With youth and shekels comes a vibrant cosmopolitan energy that has transformed the place. And the best of the best is homegrown. From the pomegranates (juiced at stands dotting the city) to the cucumbers and tomatoes (found in my daily breakfast of chopped Israeli salad), the fresh fruits and vegetables are the culinary envy of chefs the world over. Israelis typically eat organically, locally and seasonally and, due to the prohibitive cost of imports, always have. Starbucks came and went within two years because you can get better coffee on any corner for cheaper. (I defy you to find a bad espresso in Tel Aviv.) The beautiful chocolate truffles I’m eyeing in the window at Café Mia aren’t from France; they’re from a cool new chocolatier in the nearby Galilee.
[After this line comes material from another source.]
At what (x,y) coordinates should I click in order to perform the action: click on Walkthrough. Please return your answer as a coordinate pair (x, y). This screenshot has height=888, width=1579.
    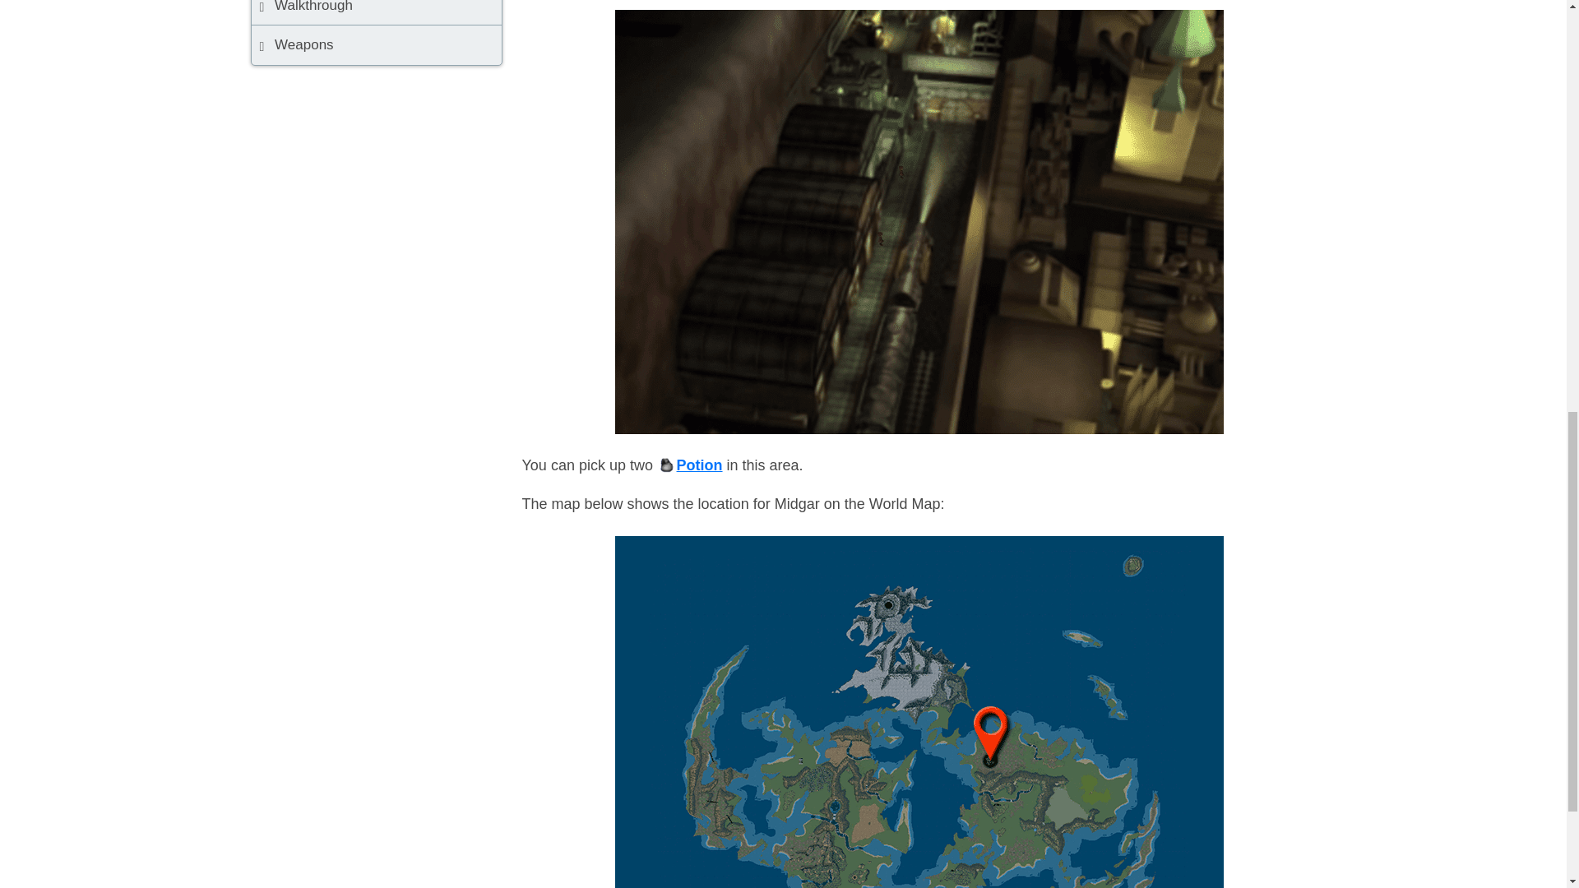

The fashions, too, are delicious and appealing. I did very well at Fashion Fridays at the Dizengoff Center, where young designers from local boutiques roll their racks into a temporary semi-enclosed area in the lower level of the mall, the place becoming a riot of mauve jersey wrap dresses and golden-laced tops.

As I finish lapping up my latte in Neve Tzedek, I think were it not for the swirls of cigarette smoke and the Hebrew being shouted into cellphones, I could be in any chic city anywhere. And then the token “security surcharge” on my restaurant bill reminds me exactly where I am.

Just beyond the renovated warehouses and velvet ropes lies the wooden boardwalk and then the rocks and sand and spray from the sea, not five metres from the patio of Comme il Faut Café, where I’m eating fresh seafood tossed with roasted cauliflower, green beans and a Peruvian chili and za’atar sherry vinaigrette. It’s a flat-out delicious salad that whispers restrained elegance. Around us, the women are sun-kissed, their eyes heavily lined in kohl. The naval promenade becomes like a seaside catwalk for them as they languidly stroll in heels. Admiring their confidence, I later invest in an eyeliner to call my own, and for the remainder of the trip people address me only in Hebrew. (I’m secretly thrilled.) The men are dark and manly with wandering eyes and chestnut hair that stops just short of being full-on curls. I want to touch them all.